We have a lot to thank Pugin for—except for the fact that he hated the classical and so much of architecture, art, and sculpture.
Pugin, in his taste in fine art, sculpture, and painting, was very much a product of the Regency. He liked neoclassical sculpture. He had no problems with that. He thought that any portrayal of the human figure in the modern world should be anatomically correct. He was not aiming to revive the sort of stylizations of medieval art.
He seems indebted to the Renaissance, even if he would not admit it. Is that because the Renaissance was more scientific, or something else?
It was partly science, partly a way of embracing the modern world. It was also partly that Pugin was not really thinking about it. His real interest was architectural, because he felt that architecture affected society more directly than a sculpture or a painting would. In painting, he was interested in the pre-Raphaelites.
By the end of his career, he certainly realized that the Middle Ages of his imagination were purely imaginary. He knew that it was not a golden age. He said that in his letters. But he felt that it was a starting point, a way to look at what a Christian society could be and take that as a model for figuring out how a Christian society could look in the modern world.
Do you see a Gothic revival today, a Pugin revival, in terms of architecture?
There is some new Gothic. Some architects are building it. Some of it is better than others. Did Gothic ever die? Probably not. There has been a continuous Gothic tradition through the twentieth century, going all the way back.
The best new Gothic is being built in universities. For instance, the new Yale residential colleges are fantastic. There have been some good new buildings at Vanderbilt recently.
The Gothic seems, in America, to be associated with churches, and there is a limited market for that. There is also a market for collegiate Gothic on campuses. But not a whole lot else. Why is that?
The ideas of collegiate Gothic comes out of Pugin’s ideas, especially the idea that an environment can shape your behaviors and beliefs. Pugin felt that environments of higher education should be Gothic, should have cloisters for contemplation, should have communal dining, and should be beautiful to inspire good taste.
That idea caught on, for various reasons, with colleges that were attempting to shape the character of their students—to create a world apart for contemplation and study. Colleges have stuck with that today because it fits with the character of their existing campuses. They have a brand. It is what students want.
I was at Yale when the residential colleges opened. I remember watching two students go into the residential colleges for the first time and saying, “Finally Yale built something for us.”

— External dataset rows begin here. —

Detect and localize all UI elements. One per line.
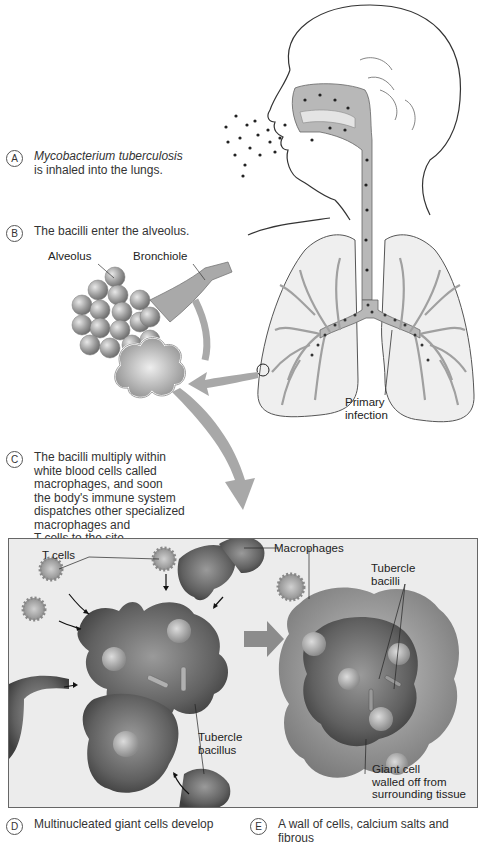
step-badge-d: D: [6, 818, 23, 835]
label-macrophages: Macrophages: [274, 542, 344, 555]
step-a: A Mycobacterium tuberculosis is inhaled …: [6, 150, 183, 177]
step-c: C The bacilli multiply within white bloo…: [6, 451, 185, 546]
label-giant-cell: Giant cell walled off from surrounding t…: [372, 763, 466, 801]
label-tubercle-bacillus: Tubercle bacillus: [198, 731, 242, 756]
step-a-text: is inhaled into the lungs.: [34, 164, 183, 178]
giant-cell-cluster: [279, 587, 459, 777]
step-badge-b: B: [6, 225, 23, 242]
step-badge-c: C: [6, 451, 23, 468]
step-b: B The bacilli enter the alveolus.: [6, 225, 189, 242]
progression-arrow: [244, 621, 284, 657]
label-tubercle-bacilli: Tubercle bacilli: [371, 562, 415, 587]
step-a-organism: Mycobacterium tuberculosis: [34, 150, 183, 164]
alveolus-cluster: [72, 262, 232, 398]
step-badge-a: A: [6, 150, 23, 167]
label-bronchiole: Bronchiole: [133, 250, 187, 263]
arrow-to-alveolus: [188, 372, 258, 396]
label-alveolus: Alveolus: [48, 250, 91, 263]
step-c-text: The bacilli multiply within white blood …: [34, 451, 185, 546]
step-badge-e: E: [250, 818, 267, 835]
step-b-text: The bacilli enter the alveolus.: [34, 225, 189, 239]
step-d: D Multinucleated giant cells develop: [6, 818, 213, 835]
label-primary-infection: Primary infection: [345, 396, 388, 421]
step-e: E A wall of cells, calcium salts and fib…: [250, 818, 478, 845]
step-e-text: A wall of cells, calcium salts and fibro…: [278, 818, 478, 845]
step-d-text: Multinucleated giant cells develop: [34, 818, 213, 832]
label-t-cells: T cells: [42, 549, 75, 562]
immune-response-panel: T cells Macrophages Tubercle bacilli Tub…: [8, 538, 478, 808]
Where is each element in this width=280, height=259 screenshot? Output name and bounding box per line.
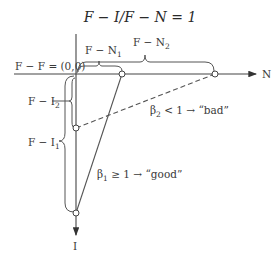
beta1-line — [76, 74, 122, 213]
brace-i1-label: F − I1 — [28, 136, 60, 151]
beta2-line — [76, 74, 215, 128]
i-axis-label: I — [73, 240, 77, 252]
brace-n2-label: F − N2 — [133, 36, 170, 51]
beta2-label: β2 < 1 → “bad” — [150, 104, 229, 119]
point-i2 — [73, 125, 79, 131]
point-n1 — [119, 71, 125, 77]
brace-i2 — [69, 78, 75, 128]
n-axis-label: N — [262, 68, 271, 80]
brace-i2-label: F − I2 — [28, 95, 60, 110]
beta1-label: β1 ≥ 1 → “good” — [97, 168, 182, 183]
point-n2 — [212, 71, 218, 77]
diagram: F − I/F − N = 1 N I F − F = (0,0) F − N1… — [0, 0, 280, 259]
brace-n1-label: F − N1 — [85, 44, 122, 59]
equation-title: F − I/F − N = 1 — [83, 9, 197, 25]
point-i1 — [73, 210, 79, 216]
origin-label: F − F = (0,0) — [15, 60, 85, 72]
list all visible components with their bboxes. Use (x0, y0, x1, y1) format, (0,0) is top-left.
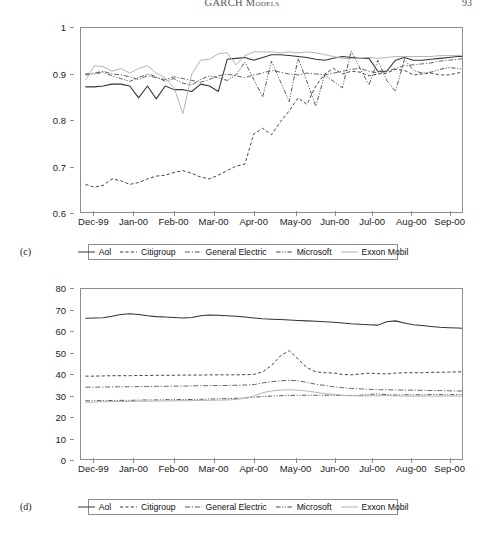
x-tick-mark (335, 211, 336, 216)
y-tick-mark (70, 417, 74, 418)
x-tick-label: Feb-00 (158, 216, 188, 227)
series-line (85, 390, 462, 403)
x-tick-mark (214, 211, 215, 216)
y-tick-label: 50 (55, 347, 66, 358)
plot-area-d (80, 288, 463, 460)
series-line (85, 68, 462, 187)
x-tick-label: Jul-00 (359, 463, 385, 474)
legend-line-swatch (120, 248, 137, 256)
x-tick-mark (411, 458, 412, 463)
x-tick-mark (133, 211, 134, 216)
figure-panel-d: 01020304050607080 Dec-99Jan-00Feb-00Mar-… (0, 275, 484, 537)
legend-item: Microsoft (276, 503, 332, 512)
y-tick-label: 0 (61, 455, 66, 466)
y-tick-label: 70 (55, 304, 66, 315)
x-tick-mark (93, 458, 94, 463)
x-tick-mark (254, 458, 255, 463)
legend-label: Aol (99, 248, 111, 257)
y-tick-label: 20 (55, 412, 66, 423)
legend-line-swatch (341, 248, 358, 256)
x-tick-mark (296, 211, 297, 216)
x-axis-c: Dec-99Jan-00Feb-00Mar-00Apr-00May-00Jun-… (80, 216, 463, 234)
legend-label: Citigroup (141, 248, 175, 257)
x-tick-mark (133, 458, 134, 463)
x-tick-label: May-00 (280, 216, 312, 227)
y-tick-label: 40 (55, 369, 66, 380)
legend-label: General Electric (206, 503, 267, 512)
legend-line-swatch (276, 503, 293, 511)
y-tick-label: 1 (61, 22, 66, 33)
x-tick-mark (411, 211, 412, 216)
x-tick-label: Dec-99 (78, 216, 109, 227)
legend-label: Microsoft (297, 503, 332, 512)
legend-d: AolCitigroupGeneral ElectricMicrosoftExx… (88, 499, 398, 515)
y-axis-d: 01020304050607080 (0, 288, 74, 460)
legend-line-swatch (185, 503, 202, 511)
x-tick-label: Jul-00 (359, 216, 385, 227)
x-tick-mark (214, 458, 215, 463)
legend-item: Exxon Mobil (341, 248, 409, 257)
x-tick-label: Sep-00 (434, 216, 465, 227)
series-line (85, 51, 462, 106)
x-tick-mark (296, 458, 297, 463)
x-tick-label: Apr-00 (239, 216, 268, 227)
line-chart-c (81, 28, 462, 212)
page: GARCH Models 93 0.60.70.80.91 Dec-99Jan-… (0, 0, 484, 543)
legend-line-swatch (341, 503, 358, 511)
y-tick-mark (70, 396, 74, 397)
legend-label: Exxon Mobil (362, 248, 409, 257)
legend-item: General Electric (185, 503, 267, 512)
legend-item: General Electric (185, 248, 267, 257)
legend-line-swatch (78, 248, 95, 256)
legend-label: Aol (99, 503, 111, 512)
x-tick-label: Apr-00 (239, 463, 268, 474)
x-tick-mark (372, 211, 373, 216)
y-tick-label: 30 (55, 390, 66, 401)
legend-line-swatch (185, 248, 202, 256)
x-tick-mark (335, 458, 336, 463)
y-tick-mark (70, 167, 74, 168)
y-tick-mark (70, 288, 74, 289)
running-head: GARCH Models 93 (0, 0, 484, 11)
y-axis-c: 0.60.70.80.91 (0, 27, 74, 213)
y-tick-label: 0.8 (53, 115, 66, 126)
y-tick-label: 10 (55, 433, 66, 444)
page-number: 93 (462, 0, 472, 8)
legend-line-swatch (276, 248, 293, 256)
legend-line-swatch (120, 503, 137, 511)
x-tick-label: Aug-00 (396, 463, 427, 474)
y-tick-mark (70, 353, 74, 354)
x-tick-label: Mar-00 (199, 463, 229, 474)
series-line (85, 380, 462, 391)
line-chart-d (81, 289, 462, 459)
panel-label-d: (d) (20, 501, 32, 512)
legend-item: Citigroup (120, 248, 175, 257)
x-tick-label: Aug-00 (396, 216, 427, 227)
x-tick-label: Jan-00 (119, 216, 148, 227)
y-tick-mark (70, 374, 74, 375)
legend-label: Citigroup (141, 503, 175, 512)
legend-c: AolCitigroupGeneral ElectricMicrosoftExx… (88, 244, 398, 260)
x-tick-mark (93, 211, 94, 216)
x-tick-label: Dec-99 (78, 463, 109, 474)
x-tick-mark (450, 211, 451, 216)
x-tick-mark (174, 211, 175, 216)
legend-label: Microsoft (297, 248, 332, 257)
legend-item: Citigroup (120, 503, 175, 512)
x-axis-d: Dec-99Jan-00Feb-00Mar-00Apr-00May-00Jun-… (80, 463, 463, 481)
y-tick-label: 60 (55, 326, 66, 337)
legend-line-swatch (78, 503, 95, 511)
series-line (85, 351, 462, 377)
x-tick-label: Jan-00 (119, 463, 148, 474)
x-tick-label: Jun-00 (320, 463, 349, 474)
legend-label: General Electric (206, 248, 267, 257)
legend-label: Exxon Mobil (362, 503, 409, 512)
x-tick-label: Jun-00 (320, 216, 349, 227)
y-tick-mark (70, 310, 74, 311)
x-tick-mark (372, 458, 373, 463)
y-tick-mark (70, 27, 74, 28)
y-tick-mark (70, 120, 74, 121)
x-tick-label: Sep-00 (434, 463, 465, 474)
figure-panel-c: 0.60.70.80.91 Dec-99Jan-00Feb-00Mar-00Ap… (0, 18, 484, 268)
y-tick-label: 80 (55, 283, 66, 294)
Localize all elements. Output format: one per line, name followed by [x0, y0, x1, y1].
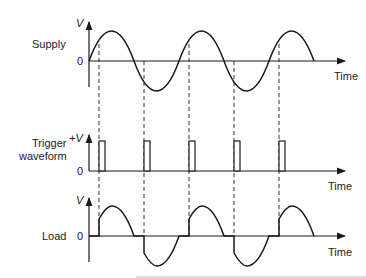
trigger-zero-label: 0 — [77, 165, 83, 177]
supply-time-label: Time — [334, 70, 358, 82]
supply-v-label: V — [76, 17, 85, 29]
supply-label: Supply — [32, 38, 66, 50]
load-zero-label: 0 — [77, 230, 83, 242]
load-label: Load — [42, 230, 66, 242]
load-v-label: V — [76, 194, 85, 206]
trigger-time-label: Time — [328, 180, 352, 192]
trigger-pulse — [144, 141, 150, 171]
load-time-label: Time — [328, 246, 352, 258]
supply-zero-label: 0 — [77, 55, 83, 67]
trigger-alignment-lines — [99, 44, 279, 236]
trigger-label-line1: Trigger — [32, 137, 67, 149]
thyristor-waveform-diagram: Supply V 0 Time Trigger waveform +V 0 Ti… — [0, 0, 366, 278]
trigger-v-label: +V — [69, 132, 84, 144]
trigger-panel: Trigger waveform +V 0 Time — [18, 132, 352, 192]
trigger-pulse — [189, 141, 195, 171]
supply-panel: Supply V 0 Time — [32, 17, 358, 91]
trigger-pulse — [279, 141, 285, 171]
trigger-label-line2: waveform — [18, 150, 67, 162]
load-panel: Load V 0 Time — [42, 194, 352, 266]
trigger-pulse — [234, 141, 240, 171]
trigger-pulse — [99, 141, 105, 171]
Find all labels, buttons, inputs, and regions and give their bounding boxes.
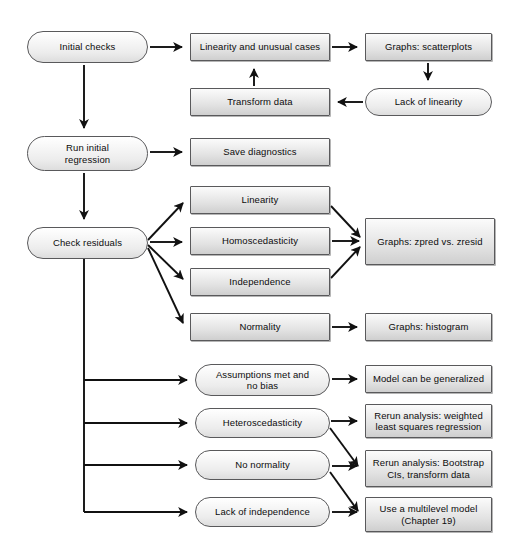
node-linearity[interactable]: Linearity: [190, 186, 330, 214]
flowchart-canvas: Initial checksLinearity and unusual case…: [0, 0, 517, 560]
node-label-rerun_bootstrap: Rerun analysis: BootstrapCIs, transform …: [369, 457, 488, 480]
node-normality[interactable]: Normality: [190, 313, 330, 341]
node-label-transform_data: Transform data: [223, 96, 296, 108]
node-label-run_initial_regression: Run initialregression: [61, 142, 114, 165]
node-rerun_bootstrap[interactable]: Rerun analysis: BootstrapCIs, transform …: [365, 450, 492, 487]
node-label-normality: Normality: [235, 321, 284, 333]
node-label-linearity_unusual: Linearity and unusual cases: [196, 41, 324, 53]
node-label-graphs_scatterplots: Graphs: scatterplots: [381, 41, 476, 53]
node-lack_of_linearity[interactable]: Lack of linearity: [365, 88, 492, 116]
node-no_normality[interactable]: No normality: [195, 450, 330, 480]
edge-check_residuals-to-linearity: [148, 203, 183, 240]
node-label-initial_checks: Initial checks: [56, 41, 120, 53]
node-label-graphs_zpred_zresid: Graphs: zpred vs. zresid: [373, 236, 486, 248]
node-assumptions_met[interactable]: Assumptions met andno bias: [195, 364, 330, 396]
node-independence[interactable]: Independence: [190, 268, 330, 296]
node-multilevel_model[interactable]: Use a multilevel model(Chapter 19): [365, 497, 492, 532]
node-label-no_normality: No normality: [231, 459, 294, 471]
edge-check_residuals-to-independence: [148, 245, 183, 279]
edge-no_normality-to-multilevel_model: [330, 472, 358, 511]
node-run_initial_regression[interactable]: Run initialregression: [27, 136, 148, 171]
node-label-check_residuals: Check residuals: [49, 237, 126, 249]
node-save_diagnostics[interactable]: Save diagnostics: [190, 138, 330, 166]
node-initial_checks[interactable]: Initial checks: [27, 31, 148, 63]
node-label-assumptions_met: Assumptions met andno bias: [212, 369, 313, 392]
node-label-lack_of_linearity: Lack of linearity: [391, 96, 467, 108]
node-label-heteroscedasticity: Heteroscedasticity: [219, 417, 306, 429]
edge-heteroscedasticity-to-rerun_bootstrap: [330, 428, 358, 466]
node-homoscedasticity[interactable]: Homoscedasticity: [190, 227, 330, 255]
node-transform_data[interactable]: Transform data: [190, 88, 330, 116]
node-label-linearity: Linearity: [238, 194, 283, 206]
edge-linearity-to-graphs_zpred_zresid: [331, 206, 360, 237]
node-label-model_generalized: Model can be generalized: [369, 373, 488, 385]
node-heteroscedasticity[interactable]: Heteroscedasticity: [195, 408, 330, 438]
edge-independence-to-graphs_zpred_zresid: [331, 247, 360, 278]
node-check_residuals[interactable]: Check residuals: [27, 227, 148, 259]
node-graphs_zpred_zresid[interactable]: Graphs: zpred vs. zresid: [365, 218, 495, 265]
node-label-multilevel_model: Use a multilevel model(Chapter 19): [376, 503, 482, 526]
node-label-lack_of_independence: Lack of independence: [211, 506, 314, 518]
node-label-save_diagnostics: Save diagnostics: [219, 146, 300, 158]
node-model_generalized[interactable]: Model can be generalized: [365, 365, 492, 393]
node-linearity_unusual[interactable]: Linearity and unusual cases: [190, 33, 330, 61]
node-rerun_wls[interactable]: Rerun analysis: weightedleast squares re…: [365, 404, 492, 438]
node-label-independence: Independence: [225, 276, 294, 288]
node-label-graphs_histogram: Graphs: histogram: [385, 321, 473, 333]
node-graphs_histogram[interactable]: Graphs: histogram: [365, 313, 492, 341]
node-lack_of_independence[interactable]: Lack of independence: [195, 497, 330, 527]
edge-check_residuals-to-normality: [148, 248, 183, 323]
node-label-rerun_wls: Rerun analysis: weightedleast squares re…: [370, 410, 487, 433]
node-graphs_scatterplots[interactable]: Graphs: scatterplots: [365, 33, 492, 61]
node-label-homoscedasticity: Homoscedasticity: [218, 235, 302, 247]
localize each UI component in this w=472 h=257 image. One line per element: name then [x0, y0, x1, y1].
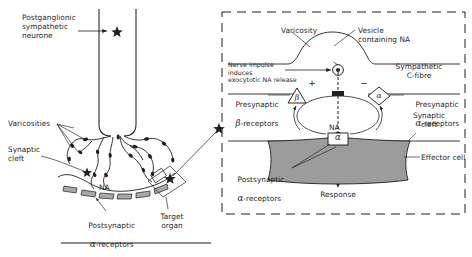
postsyn-receptors-text: -receptors: [243, 194, 281, 203]
label-varicosity: Varicosity: [281, 26, 317, 35]
label-presynaptic-beta-receptors: Presynaptic β-receptors: [226, 91, 286, 137]
label-nerve-impulse: Nerve impulseinducesexocytotic NA releas…: [228, 61, 290, 84]
receptors-text-left: -receptors: [96, 240, 134, 249]
beta-receptors-text: -receptors: [240, 119, 278, 128]
sign-positive: +: [306, 79, 318, 88]
figure-root: Postganglionicsympatheticneurone Varicos…: [0, 0, 472, 257]
label-effector-cell: Effector cell: [421, 153, 465, 162]
alpha-presynaptic-receptor-glyph: α: [371, 91, 387, 100]
label-postsynaptic-receptors-left: Postsynaptic α-receptors: [62, 212, 152, 257]
label-postsynaptic-alpha-receptors-inset: Postsynaptic α-receptors: [228, 166, 294, 212]
label-sympathetic-c-fibre: SympatheticC-fibre: [384, 62, 454, 80]
detail-callout-box: [148, 166, 186, 197]
presyn-beta-line1: Presynaptic: [235, 100, 278, 109]
postsynaptic-pointer: [96, 198, 106, 211]
inset-star: [213, 123, 225, 134]
label-postganglionic-neurone: Postganglionicsympatheticneurone: [22, 13, 82, 41]
alpha-postsynaptic-receptor-glyph: α: [330, 133, 346, 142]
label-vesicle-containing-na: Vesiclecontaining NA: [358, 26, 432, 44]
zoom-connector-line: [173, 130, 218, 176]
postsynaptic-label-line1: Postsynaptic: [88, 221, 135, 230]
label-varicosities: Varicosities: [8, 119, 50, 128]
varicosity-network: [67, 136, 173, 189]
label-synaptic-cleft-left: Synapticcleft: [8, 145, 48, 163]
label-target-organ: Targetorgan: [152, 212, 192, 230]
synaptic-cleft-star: [82, 168, 92, 178]
neurone-star: [111, 26, 123, 37]
release-site-bar: [332, 91, 344, 96]
target-organ-pointer: [166, 197, 168, 209]
presyn-alpha-line1: Presynaptic: [415, 100, 458, 109]
sign-negative: −: [358, 79, 370, 88]
beta-receptor-glyph: β: [289, 93, 305, 102]
label-response: Response: [312, 190, 364, 199]
label-na-inset: NA: [329, 123, 340, 132]
label-na-left: NA: [99, 183, 110, 192]
left-panel-graphics: [41, 9, 225, 243]
varicosities-leaders: [57, 124, 86, 152]
label-synaptic-cleft-inset: Synapticcleft: [402, 111, 456, 129]
postsyn-inset-line1: Postsynaptic: [237, 175, 284, 184]
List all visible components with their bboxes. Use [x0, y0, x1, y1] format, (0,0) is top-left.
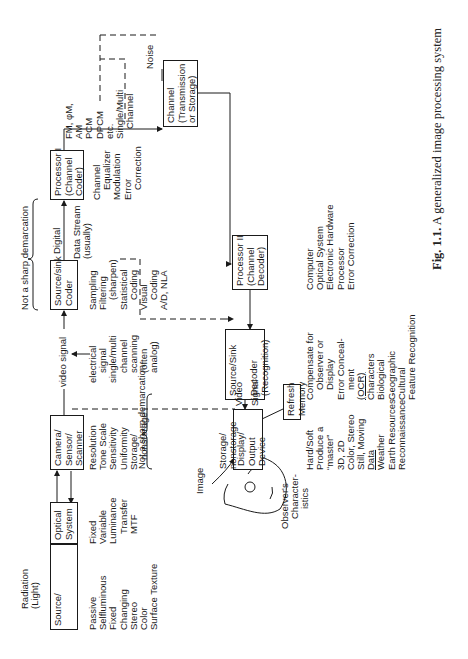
- storage-nonstorage-label: Storage/ nonstorage: [218, 421, 238, 469]
- data-stream-label: Data Stream (usually): [72, 206, 92, 259]
- channel-box: Channel (Transmission or Storage): [163, 60, 198, 127]
- source-object-box: Source/: [50, 544, 78, 630]
- camera-sensor-scanner-box: Camera/ Sensor/ Scanner: [50, 415, 84, 470]
- modulation-list: FM, φM, AM PCM DPCM etc. Single/Multi Ch…: [64, 90, 135, 139]
- observer-characteristics-label: Observer's Character- istics: [280, 474, 311, 529]
- video-label: Video: [234, 382, 244, 406]
- source-properties-list: Passive Selfluminous Fixed Changing Ster…: [88, 564, 159, 630]
- radiation-label: Radiation (Light): [20, 569, 40, 609]
- processor-2-box: Processor II (Channel Decoder): [232, 235, 268, 290]
- source-sink-coder-box: Source/sink Coder: [50, 260, 78, 310]
- figure-caption: Fig. 1.1. A generalized image processing…: [430, 28, 445, 270]
- not-sharp-demarcation-top-label: Not a sharp demarcation: [20, 206, 30, 310]
- figure-caption-text: A generalized image processing system: [430, 28, 444, 225]
- signal-properties-list: electrical signal single/multi channel s…: [88, 335, 159, 383]
- processor1-properties-list: Channel Equalizer Modulation Error Corre…: [92, 146, 143, 200]
- refresh-memory-box: Refresh Memory: [283, 384, 301, 420]
- image-processing-diagram: Source/ Optical System Camera/ Sensor/ S…: [0, 0, 468, 659]
- figure-caption-label: Fig. 1.1.: [430, 228, 444, 270]
- digital-label: Digital: [52, 228, 62, 254]
- processor2-properties-list: Computer Optical System Electronic Hardw…: [305, 204, 356, 290]
- coder-properties-list: Sampling Filtering (sharpen) Statistical…: [88, 259, 170, 310]
- video-signal-label: video signal: [58, 337, 68, 387]
- decoder-properties-list: Compensate for Observer or Display Error…: [305, 314, 417, 400]
- noise-label: Noise: [145, 45, 155, 69]
- optical-system-box: Optical System: [50, 502, 78, 544]
- optical-properties-list: Fixed Variable Luminance Transfer MTF: [88, 498, 139, 544]
- signal-label: Signal: [250, 380, 260, 406]
- image-label: Image: [195, 468, 205, 494]
- processor-1-box: Processor I (Channel Coder): [50, 150, 84, 200]
- camera-properties-list: Resolution Tone Scale Sensitivity Unifor…: [88, 412, 149, 470]
- display-properties-list: Hard/Soft Produce a “master” 3D, 2D Colo…: [305, 399, 407, 470]
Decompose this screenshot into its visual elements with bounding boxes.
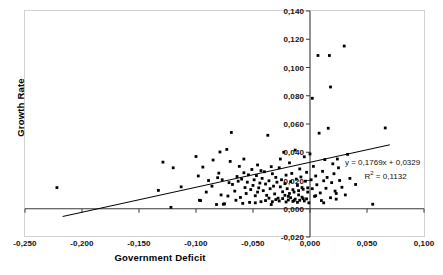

This idea that immersing people in aesthetic experience will change them for the better is something very strongly held in the early twentieth century.
We appreciate that the Gothic revival at Princeton, Yale, and other places in collegiate Gothic was somewhat like Pugin. They associated the architectural style with something good, with the Middle Ages.
To another extent, it is an assertion of a belief in liberal arts education and an assertion of the idea of educating the whole person for democratic society, in opposition to, for instance, the German university system.
American universities wanted to assert that the liberal arts were important and that everyone should have some education in literature, sciences, and whatever else you needed to be a well-rounded, informed, active participant. In modern society, that works well with the Gothic.
The idea was that if you create an English-looking university, you are asserting your affiliation with the idea of training the student’s character. Being in the beautiful environment of the collegiate Gothic campus asserts that beauty matters.